Kuri had told me that all the animals had once been so responsive to the dictates of man and had even spoken in a common tongue, but that ability had been lost at some point in the distant past. The Tricans could still detect dire emotional context though and one had listened and heeded my cry for help.

It appeared she would run right over top of me for a moment, but at the last moment her great head dipped downward and I vaulted upwards to land standing on her lower horn, with my body poised between her two upper horns. Great chunks of sod went flying through the air as the young female in her prime peeled off to the left in a desperate lunge to avoid a head on course with what was behind me.

The change of course successfully made the Trican beneath me begin to put forth the greatest effort of her life. I looked up and over her raised protective neck frill of sinew and bone to see slavering death just behind us.

I vaulted upward to stand on her upper horns and then I flipped over her neck frill to land on her neck.
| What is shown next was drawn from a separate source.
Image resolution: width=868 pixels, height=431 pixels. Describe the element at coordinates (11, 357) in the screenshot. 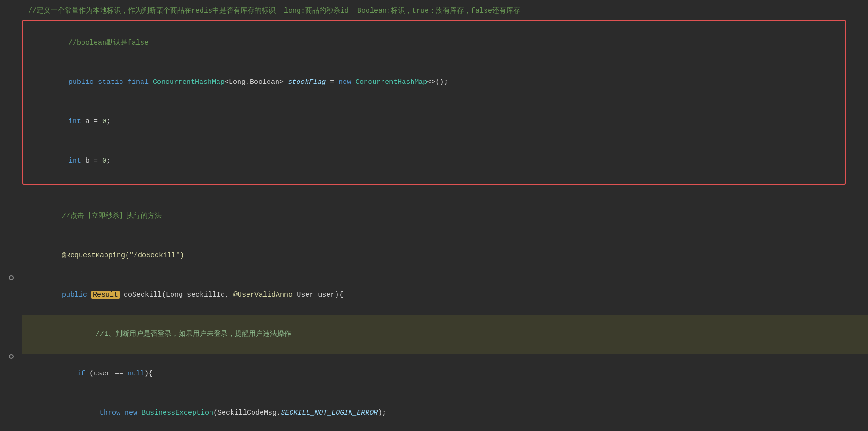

Looking up, I saw that the fallen order beast was gaining on us. It seemed unnatural to me how it could be faster than the beast I rode, which had the benefit of four legs and less overall bulk.

The fallen order beast may be faster, but it would not eat us this day. It was the last of its kind and I intended to see it die just as all the others had over the past year. I had nothing against predators in general, but this fallen kind Kuri had marked for slaughter as it was nothing but a mouth that knew only endless hunger and was never satiated, but killed for the joy of killing.

I pulled my bow off my back. It was a powerful bow and the muscles of my arm stood out in stark relief as I fitted an arrow shaft to it and let it fly. The arrow sped true and launched deeply into the gut of the beast all the way up to the feathers of my fletching.